On Monday, 7 November 2011 at 20:33:19 UTC, Xinok wrote:
Recently, I've been working on my sorting algorithm, doing what
I can before I implemented it into std.algorithm. Recently,
I've found myself referring to Timsort for ways to optimize my
algorithm, but that made me think, why not use Timsort instead?
It was originally designed for Python, but it was apparently
good enough for Java to adopt it as well.
I think Phobos would benefit most from a good implementation of
Timsort, perhaps enough to even ditch the unstable sort which
I've found has some bad test cases (try sorting
swapRanges(arr[0..$/2], arr[$/2..$])). My algorithm is very
similar to Timsort, but Timsort is more highly tuned, so it
would probably beat my algorithm in most cases. In a few
benchmarks I've seen, Timsort even beats quicksort.
The only downside is that Timsort may require up to O(n/2)
additional space, and if it fails to allocate enough memory, it
simply fails to sort the list. That's the benefit of my
algorithm, it allocates O(n/1024) additional space by default
and can reduce it further if needed. However, the "range swap"
that my algorithm uses could easily be added to Timsort as
well, so we could have the best of both worlds: The speed of
Timsort with the low memory requirement of my algorithm.
This is my proposal: Replace the stable (and unstable?) sort in
Phobos with Timsort, including the additional range swap step.
An explanation of Timsort can be found here:
http://svn.python.org/projects/python/trunk/Objects/listsort.txt
My algorithm can be found here (see the blog for more details):
https://sourceforge.net/projects/xinoksort/
This sounds good, you should also contact the forum user Philippe
Sigaud to see if he's made any progress with his templated
sorting network idea for small number of items and combine the
two to provide very effective sorting.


[TASK] The line containing "Task: Click on the input: Search" marks the end: restate word for word every line from the first line of the entries below through that one.

[RECORDED INFORMATION]

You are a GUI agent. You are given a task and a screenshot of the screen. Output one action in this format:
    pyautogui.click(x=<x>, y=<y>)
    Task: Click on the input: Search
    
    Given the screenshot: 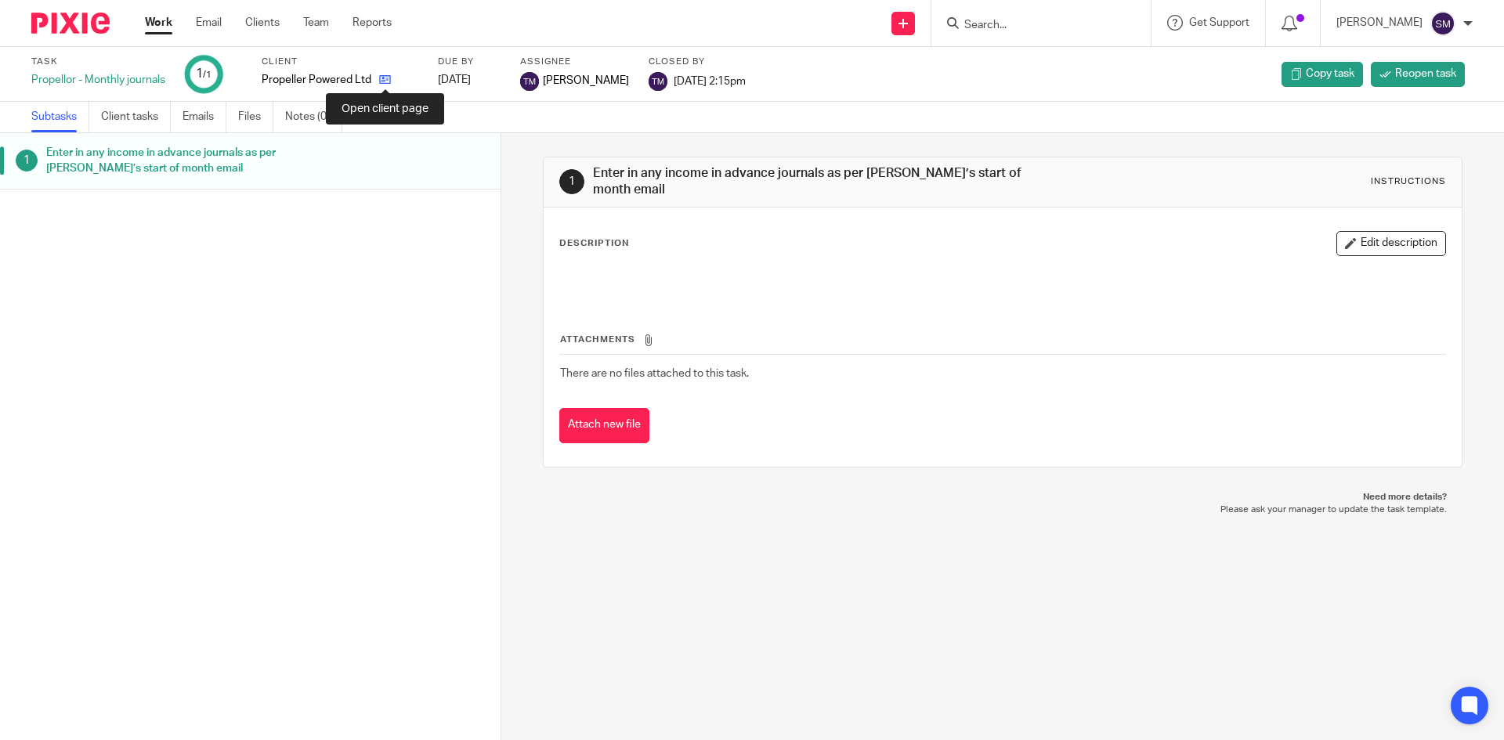 What is the action you would take?
    pyautogui.click(x=1033, y=26)
    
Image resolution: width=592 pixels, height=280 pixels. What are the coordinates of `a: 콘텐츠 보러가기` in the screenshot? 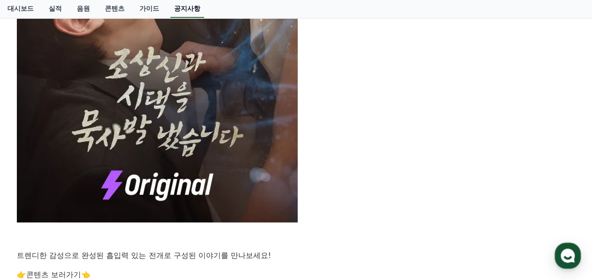 It's located at (53, 274).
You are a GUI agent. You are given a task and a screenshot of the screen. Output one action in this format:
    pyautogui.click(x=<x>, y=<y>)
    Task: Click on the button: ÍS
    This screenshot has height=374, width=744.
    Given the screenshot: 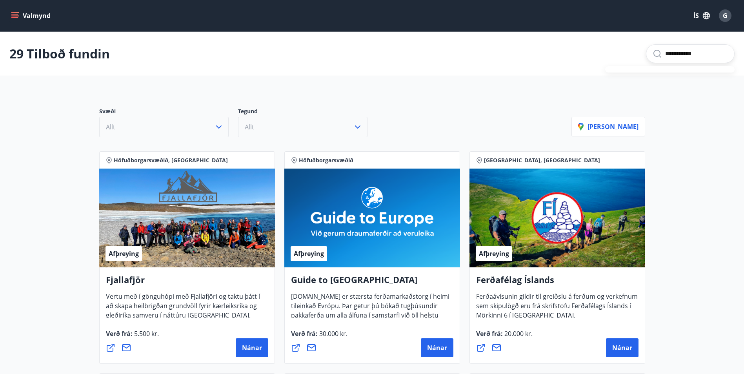 What is the action you would take?
    pyautogui.click(x=702, y=16)
    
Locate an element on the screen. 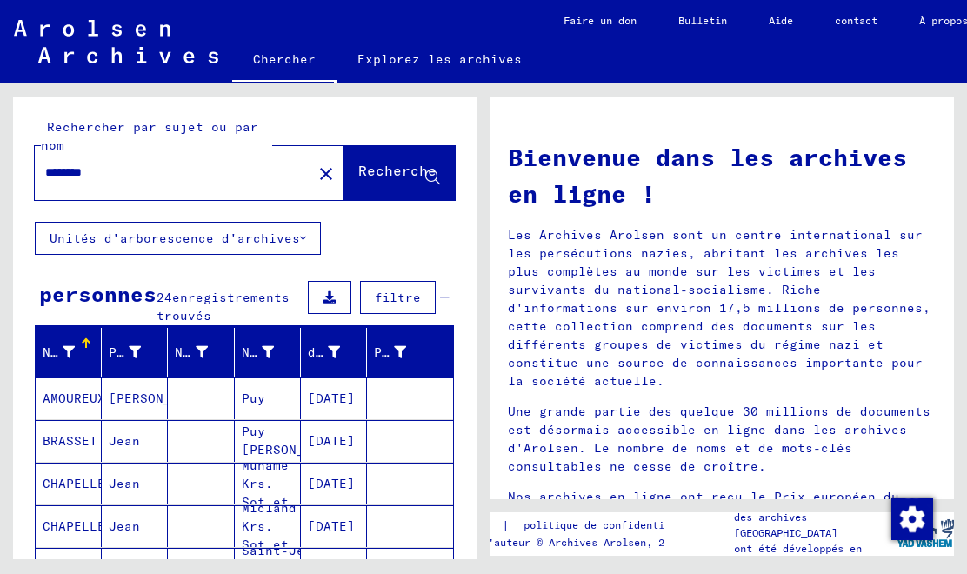 Image resolution: width=967 pixels, height=574 pixels. font: Faire un don is located at coordinates (600, 20).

[FINAL ANSWER]
You are a GUI agent. You are given a task and a screenshot of the screen. Output one action in this format:
    pyautogui.click(x=<x>, y=<y>)
    Task: Click on the input: Search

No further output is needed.